Brian Felgate played the piano at the Crowfield Rose. He told me Carl was always surrounded by crowds of people. Among those who stayed at Hillbrow were Dave Allen, Tommy Cooper, even Prince Charles dropped in from time to time, although not, I think, to the Crowfield Rose. Carl drove a Bentley Continental that was a gift from Lord Beaverbrook, the publisher of the Daily Express Newspaper: all a far cry from Communist days at Reynold’s News.

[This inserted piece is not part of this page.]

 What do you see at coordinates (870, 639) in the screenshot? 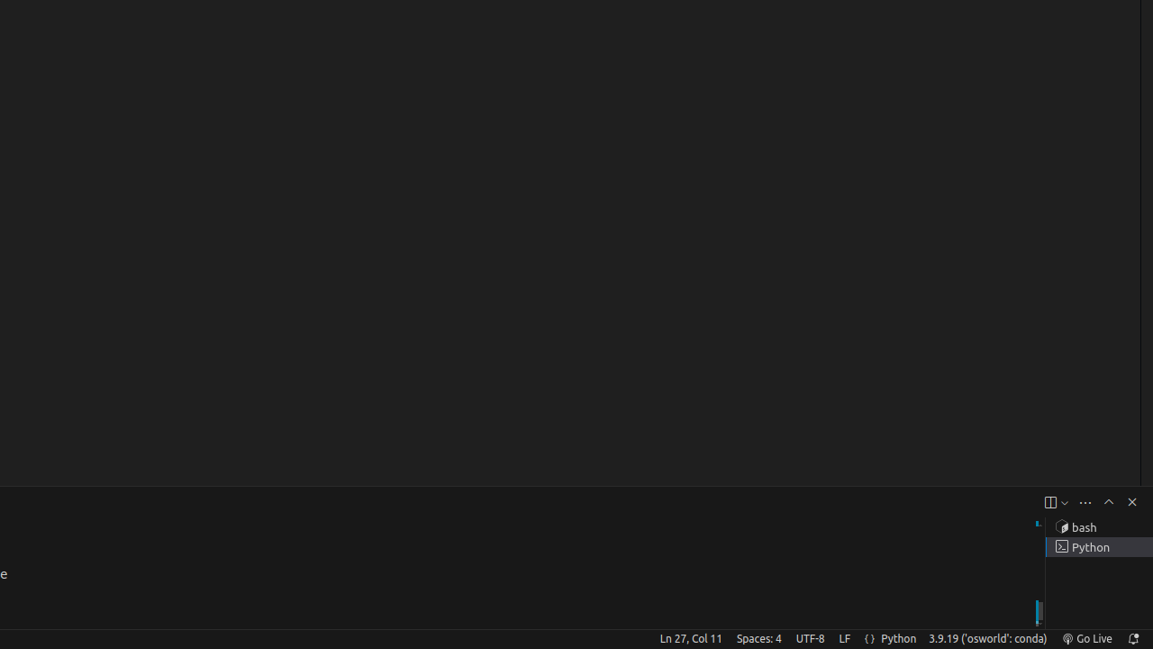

When Carl died the three trustees of his will were concerned about the vulnerability of the many original works and considerable number of artefacts lying around the farmhouse at Hillbrow. Within days everything (including even a couple of Kit-Kat bars) was swept off shelves, out of drawers and cupboards, including those in the barn, into cardboard boxes. There are 7,000 original drawings alone estimated to be worth 10 million pounds. In accordance with his wishes they were sent to the Victoria and Albert Museum. They have since been transferred (in two pantechnicons) to the British Cartoon Archive at the University of Kent. It is the largest complete collection of it’s kind. The Joint Information Systems Committee has funded a £1m two year project to archive the material and make it available to researchers. His common sense observations of ordinary people, his humorous comments on their disgruntlements or arguments, whether within the family or against politicians, English or Foreign, will be a lasting record of the lives of the people ofour villages, a microcosm of England.
Acknowledgements to: ‘Here we are Together’ by Robert S. Arbid, an American soldier in Britain,
The Right Book Club 1947.Kindly loaned by Roger Blunt of Burgh, Woodbridge.
‘Giles at War’ by Peter Tory, Headline Press, as well as several private contributors.
Complied by Barbara Butler, Witnesham.